LONDON (AP) – The lost and distressed whale stranded in the River Thames died last Saturday as rescue workers ferried it on a rusting salvage barge in an effort to release it in the open sea, an animal rights group said.
The 20-foot-long Northern bottlenose whale had been lifted onto a barge by rescuers and was being taken downriver toward the North Sea when it suffered convulsions and died, the Royal Society for the Prevention of Cruelty to Animals said.
The whale struggled with the effects of being out of the water as it was ferried toward the Thames Estuary, officials said.
“It was a brave, valiant, but ultimately tragic effort to get the whale to safety,” said RSPCA scientific officer Leila Sadler.
Swaddled in blankets on the barge, the marine mammal – watched by thousands in London as it spent two days swimming up the murky river past some of the capital’s most famous landmarks – had shown signs of increasing stress and stiffening muscles, an indicator it was in serious difficulty.
“The animal suffered a series of convulsions at around 7 p.m. (2 p.m. EST) and died,” Sadler said. “It was already dehydrated, hadn’t been feeding and the being out of the water would have, in effect, shriveled the animal’s internal organs.
“It was essential to try to take the whale out to sea on the barge – but there was always the risk this would happen,” he said.
A crowd of 3,000 people at Albert Bridge in south London had cheered and applauded as the whale was tethered to a sling and lifted by a crane onto the barge Crossness.
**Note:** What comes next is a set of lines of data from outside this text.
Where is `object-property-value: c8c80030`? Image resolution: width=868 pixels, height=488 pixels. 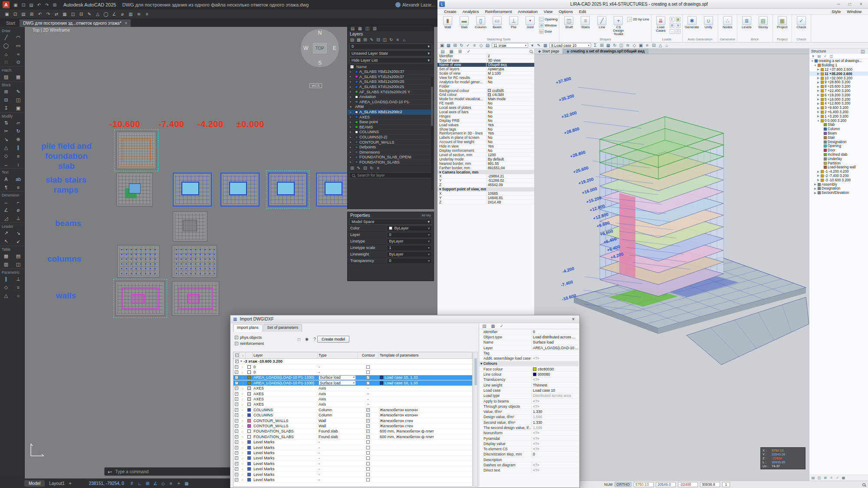 object-property-value: c8c80030 is located at coordinates (555, 369).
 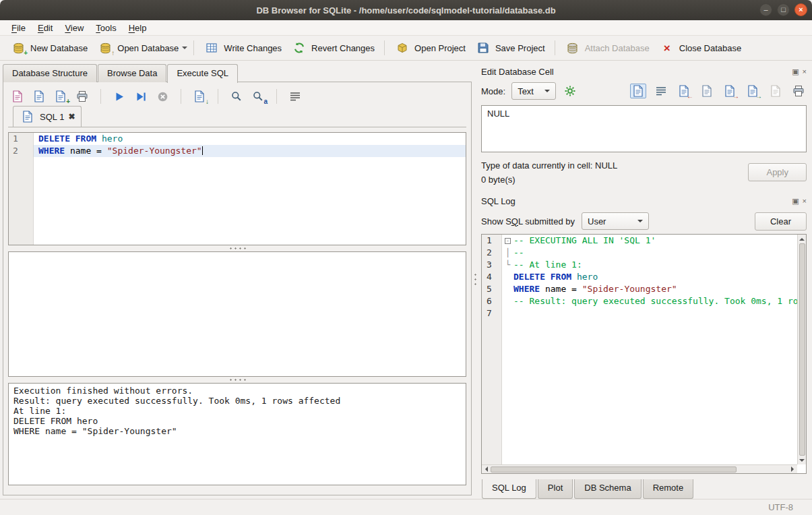 I want to click on tree-minus-icon: -, so click(x=508, y=241).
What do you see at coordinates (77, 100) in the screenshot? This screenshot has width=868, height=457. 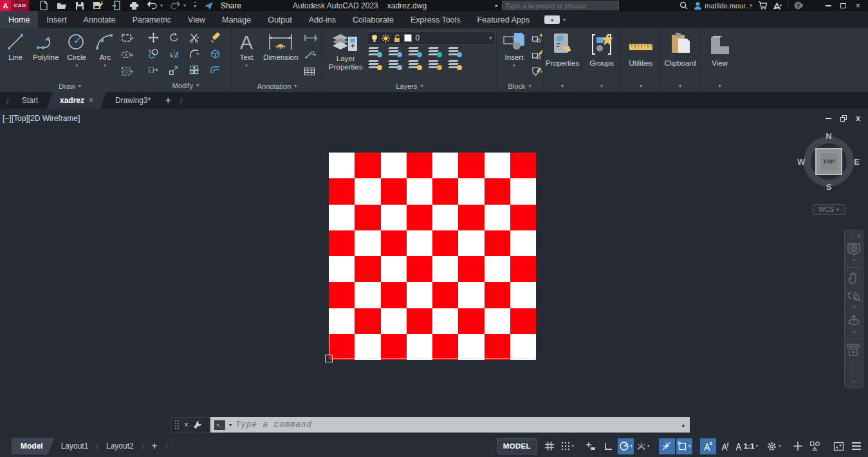 I see `file-tab-xadrez: xadrez×` at bounding box center [77, 100].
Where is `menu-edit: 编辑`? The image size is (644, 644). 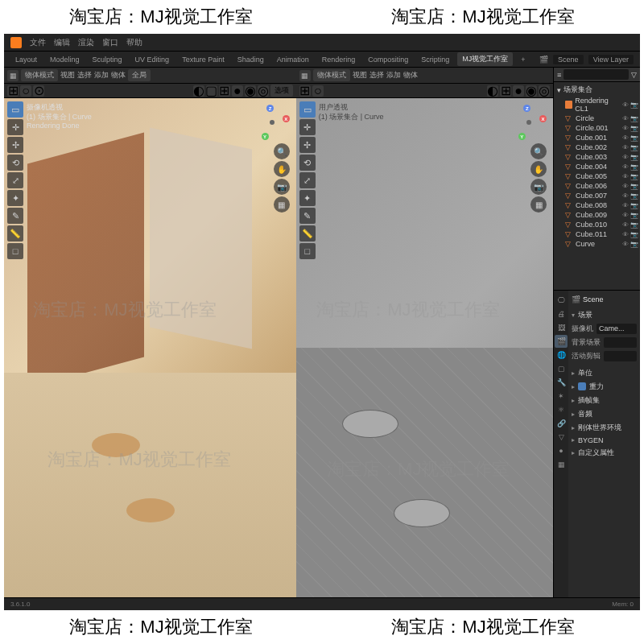 menu-edit: 编辑 is located at coordinates (62, 43).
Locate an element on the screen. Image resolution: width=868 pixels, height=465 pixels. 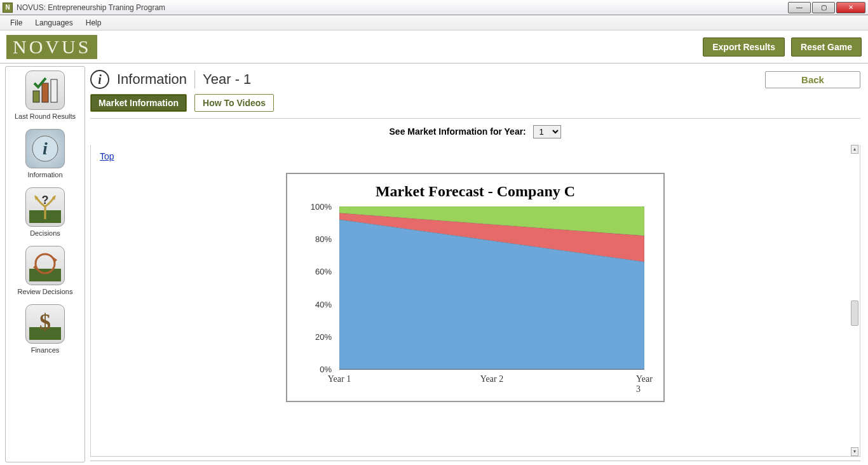
menu-bar: File Languages Help is located at coordinates (434, 23).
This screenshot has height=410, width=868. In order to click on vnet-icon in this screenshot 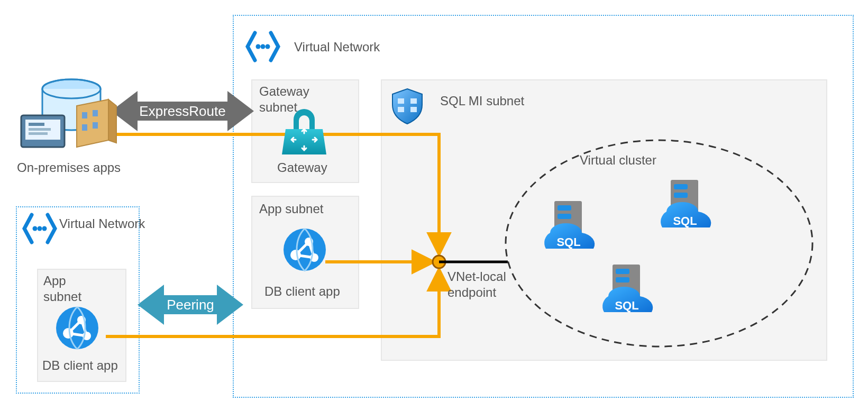, I will do `click(263, 47)`.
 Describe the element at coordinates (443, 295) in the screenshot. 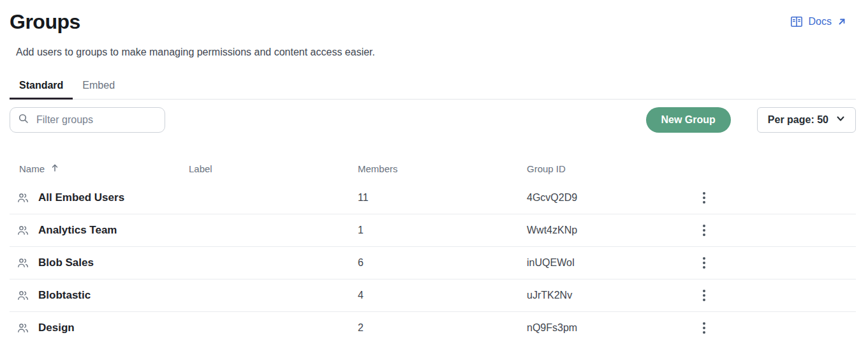

I see `group-members-count: 4` at that location.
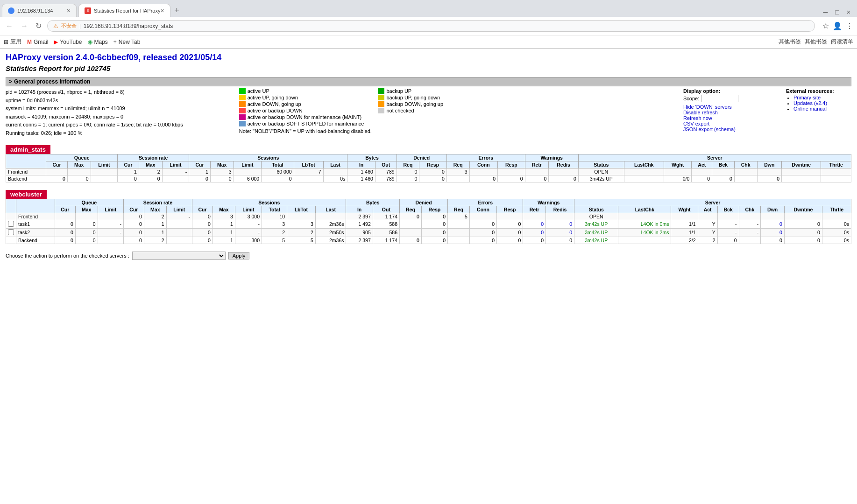 Image resolution: width=857 pixels, height=504 pixels. Describe the element at coordinates (11, 224) in the screenshot. I see `wc-task1-checkbox` at that location.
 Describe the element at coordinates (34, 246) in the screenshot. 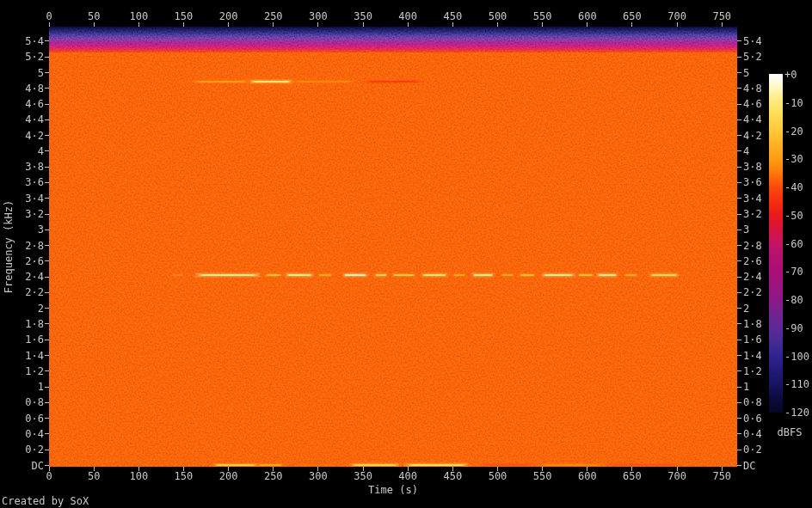

I see `y-tick-label-left: 2·8` at that location.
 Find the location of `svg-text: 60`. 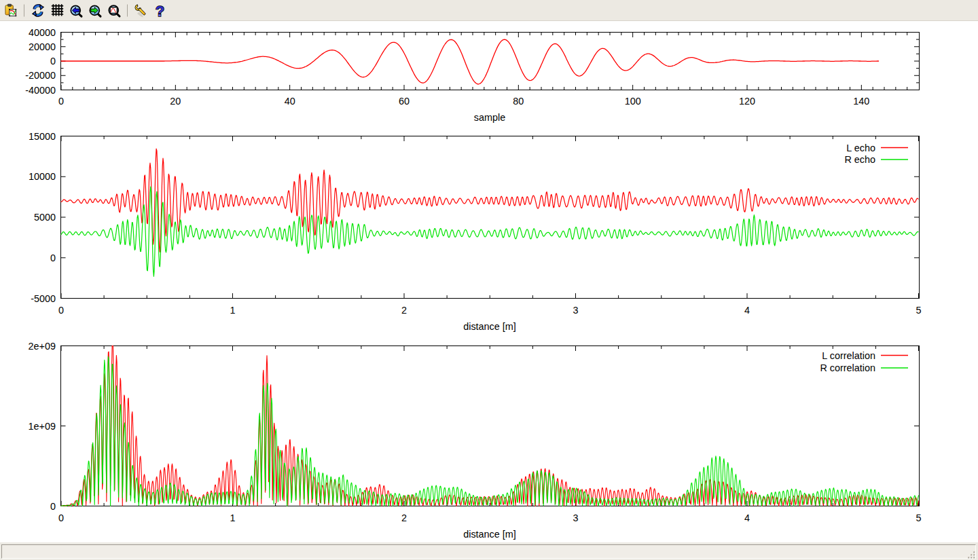

svg-text: 60 is located at coordinates (404, 101).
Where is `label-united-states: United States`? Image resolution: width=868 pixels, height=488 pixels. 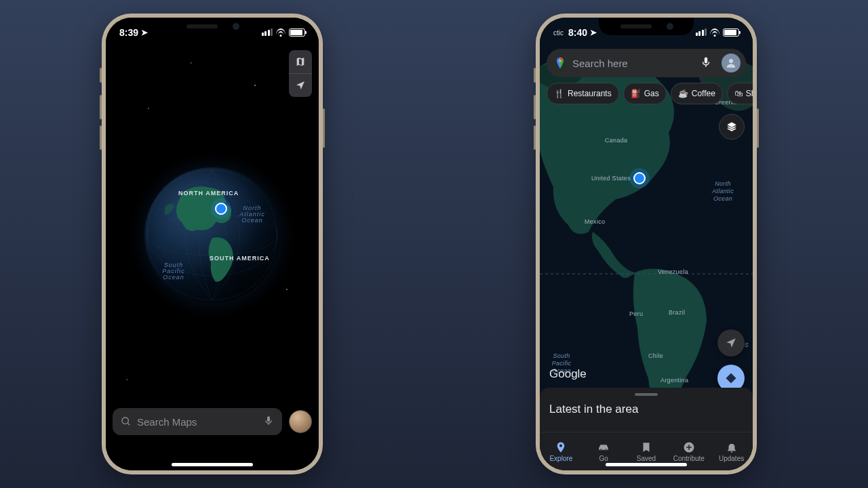 label-united-states: United States is located at coordinates (611, 178).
Rescue crews were heading toward Margate, on the southern English coast, where they hoped to let the whale back out to sea.
“There was a real chance that the rescue attempt could have succeeded, but these type of mammals are very prone to the effects of stress and I’m afraid it all became too much,” said Tony Woodley, spokesman for the British Divers Marine Life Rescue group, which led the rescue attempt.
“It was always going to be a race against time to get it to the ocean, especially with the effect being out of the water has on a whale’s body.”
A veterinarian will conduct a necropsy aboard the salvage vessel to determine the cause of death.
“All the crew on the barge are shattered by the death,” Woodley said. “They were tired and exhausted but had been determined to do everything they could to get the whale to safety. It really is a terrible shame.”
Experts had warned earlier that the Northern bottlenose whale, normally found in the cold North Atlantic, may not survive. Witnesses said the mammal’s snout was bloodied, and photos appeared to show damage to one of its eyes and a number of cuts on its torso.
Earlier, veterinarians and rescuers waded into the river near Albert Bridge to assist the whale, taking medical tests and attaching an inflatable pontoon to the animal as Londoners jammed the riverbanks to watch the drama. Blood samples were being tested at a nearby hospital.
The Northern bottlenose whale – the first seen in the river since record keeping started in 1913 – flailed through the Thames last Friday, passing Big Ben and the Houses of Parliament as hundreds of curious onlookers jammed the shoreline. The animal twice tried to beach itself.